It also took me back to Lawrences snake poem (it was lawrence my memory
battery is running out !!
-----Original Message-----
From: Patrick McManus [mailto:[log in to unmask]]
Sent: 23 April 2014 09:15
To: 'Poetryetc: poetry and poetics'
Subject: RE: Snaky snaps: two for one
Hi Bill enjoyed that -in first poem was not sure where snake was hidden
-second explained -we are short on snakes but do run to a friendly slow worm
cheers P
-----Original Message-----
From: Poetryetc: poetry and poetics [mailto:[log in to unmask]] On
Behalf Of Bill Wootton
Sent: 22 April 2014 22:40
To: [log in to unmask]
Subject: Snaky snaps: two for one
Snaky snaps: two for one
Afternoon Joe
I was helping my neighbour
unload concrete blocks
from the back of his
truck in autumn.
Ahhh, cried Colin, arms up
as if arrested, backing
away, eyes alert.
Prima donna,
I dismissed, expecting a spider
but no, a copperhead -
lithe body arching,
tongue flicking.
The snake further uncoiled
from one half of a hollow
cast block, prancing
on the tailgate.
How could so much snake,
easily three or four feet,
scrunch into such
a tiny space?
And whey ho, half an hour ago,
I must have picked up Joe
and passed him in his
concrete haven
to Colin in confined carspace
where he had stacked him.
At any point Joe might
have awakened.
The present zens into crystal
focus as benign territory
transforms into a zone
of bobbing menace.
The rippling snake dips his head
to a tyre, pauses, folds back
then eases himself
to ground,
flattens out on stony clay
sashays, slithers, dis-
appears between
two low rocks.
Thing was it seemed we who
were the intruders more
than Joe Blake roused
from somnolence.
bw
22.4.14
Awakenings
A snake awoke from inside a hollow concrete block I had minutes before
passed to my neighbour squatting in the back of his covered ute. The snake,
a copperhead emerged at the unstacking stage. He was pissed off.

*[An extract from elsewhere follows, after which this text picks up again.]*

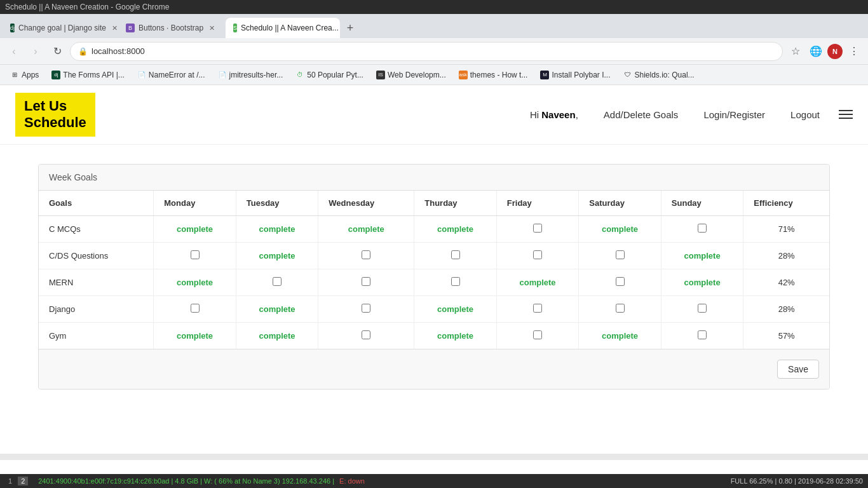 The height and width of the screenshot is (488, 868). What do you see at coordinates (212, 28) in the screenshot?
I see `tab-close-2: ✕` at bounding box center [212, 28].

Arching into wakefulness, he tried a few movements available only to the
backless before slipping from tailgate to stony ground and making his
slithery way to a couple of rocks between which he disappeared.
His dark-skinned singularity, his sinuous searching stood in contrast to the
regularity of our stacking task.
Habit runs up our arms, sets our posture, gets hum going in our heads. A
snake unsettles all that tripe.
We wait to waken long after rising each morning.
When the doing disappears, aliveness is available.